SAWT BEIRUT INTERNATIONAL

| 28 March 2024, Thursday |

Canada’s deep yield curve inversion adds to BoC rate hike dilemma

The Bank of Canada is dealing with an economy that is probably more hot than previously believed, as well as the bond market’s clearest indication yet that a recession and reduced inflation are on the horizon.

According to the central bank of Canada, in order to reduce inflation, the economy must cool off from its overheated levels. Its tightening drive could cause a bigger downturn than anticipated if it overshoots that goal.

The bond market could be flagging that risk. The yield on the Canadian 10-year government bond has fallen nearly 100 basis points below the 2-year yield, marking the biggest inversion of Canada’s yield curve in Refinitiv data going back to 1994 and deeper than the U.S. Treasury yield curve inversion.

Curve inversions are viewed as recession indicators by certain researchers. After taking up large amounts of debt to participate in a booming home market during the COVID-19 pandemic, Canadians are likely to be especially sensitive to increasing rates.

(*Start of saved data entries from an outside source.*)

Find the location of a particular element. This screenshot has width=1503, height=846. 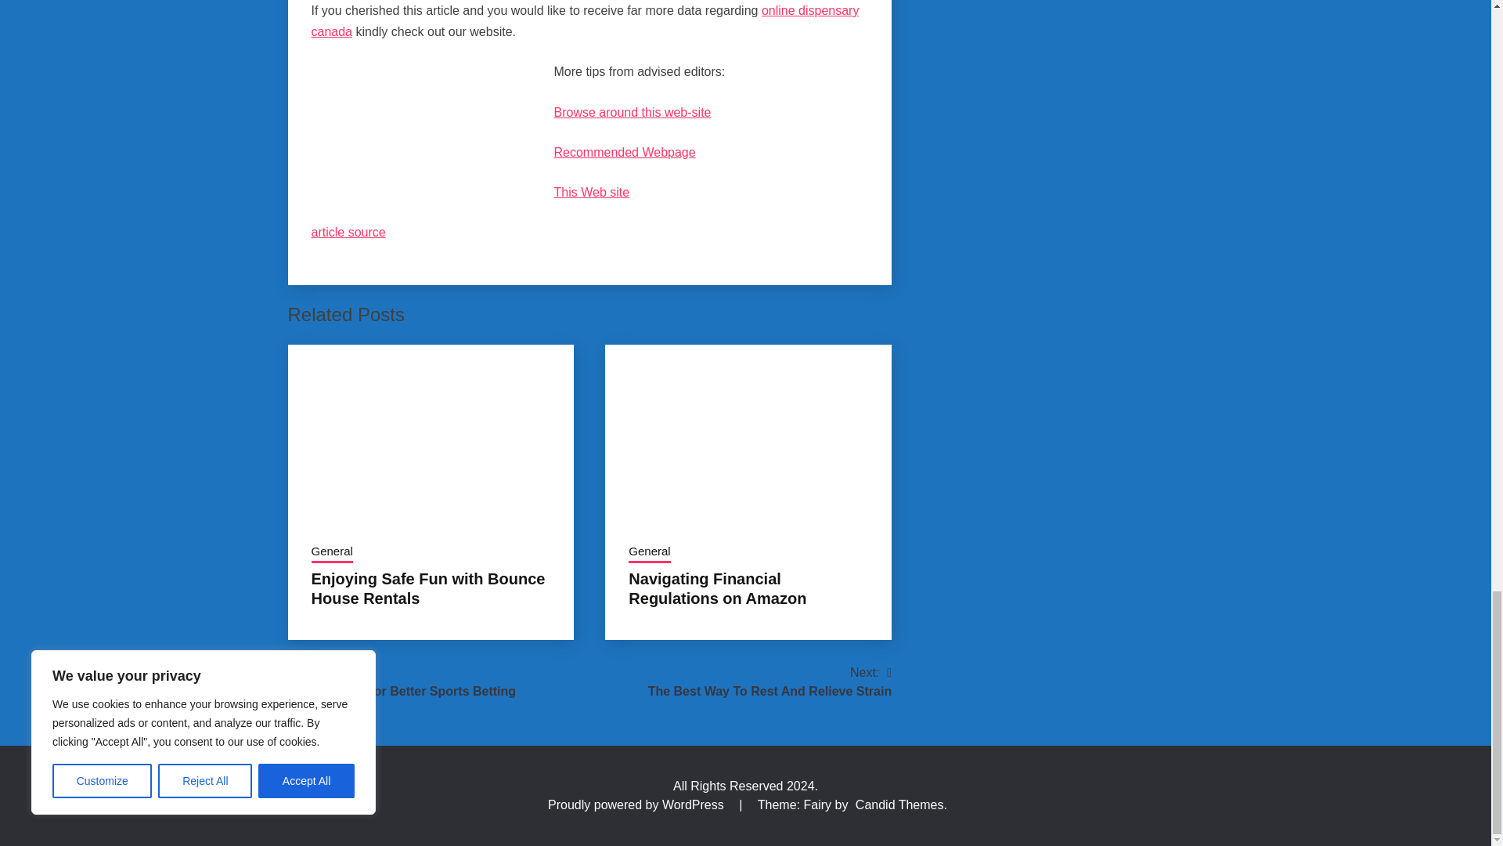

Recommended Webpage is located at coordinates (625, 152).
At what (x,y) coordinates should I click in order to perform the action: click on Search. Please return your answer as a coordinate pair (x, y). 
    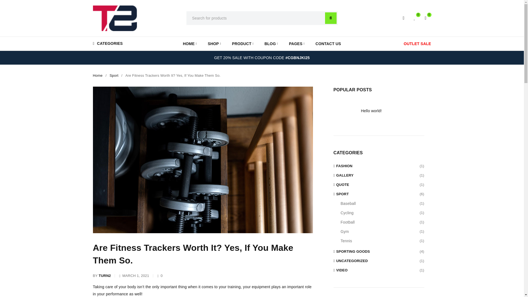
    Looking at the image, I should click on (331, 18).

The BoC has made it possible to slow rate rises to a quarter of a percentage point after several erroneous increases in recent months caused the benchmark rate to rise to 3.75%, its highest level since 2008.

When the bank meets to announce policy on Wednesday, money markets are betting on a 25-basis-point increase, but a narrow majority of analysts in a Reuters poll anticipate a larger move.